Palo Alto Networks says that there is currently no indication of the vulnerability being under active attack.
Palo Alto Networks has provided instructions for doing that in a way that doesn't break the authentication capability for users.
News URL
http://feedproxy.google.com/~r/HelpNetSecurity/~3/gQfAiw7HsSk/
Related news
- SonicWall urges admins to patch VPN flaw exploited in attacks (source)
- Zero-Day Alert: Google Releases Chrome Patch for Exploit Used in Russian Espionage Attacks (source)
- CrushFTP: Patch critical vulnerability ASAP! (CVE-2025-2825) (source)
- Critical auth bypass bug in CrushFTP now exploited in attacks (source)
- Still Using an Older Version of iOS or iPadOS? Update Now to Patch These Critical Security Vulnerabilities (source)
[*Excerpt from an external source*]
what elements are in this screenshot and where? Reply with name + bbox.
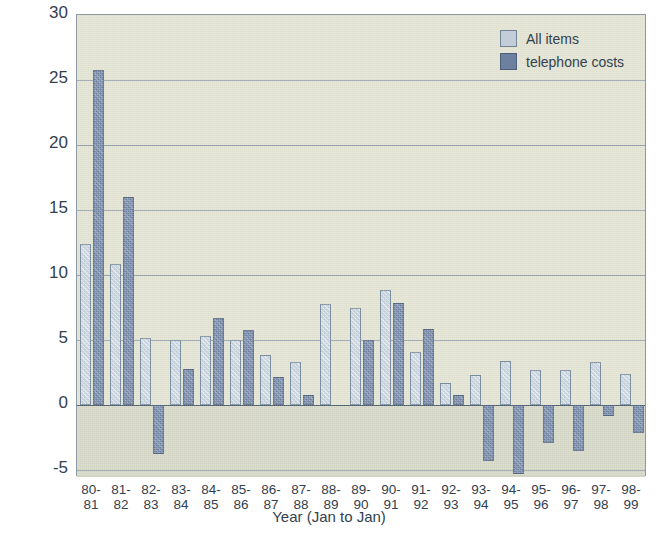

- Week in review: Probing activity on Palo Alto Networks GlobalProtect portals, Patch Tuesday forecast (source)
- Fortinet Urges FortiSwitch Upgrades to Patch Critical Admin Password Change Flaw (source)
- Old Fortinet flaws under attack with new method its patch didn't prevent (source)
- CISA tags SonicWall VPN flaw as actively exploited in attacks (source)
- Critical Erlang/OTP SSH pre-auth RCE is 'Surprisingly Easy' to exploit, patch now (source)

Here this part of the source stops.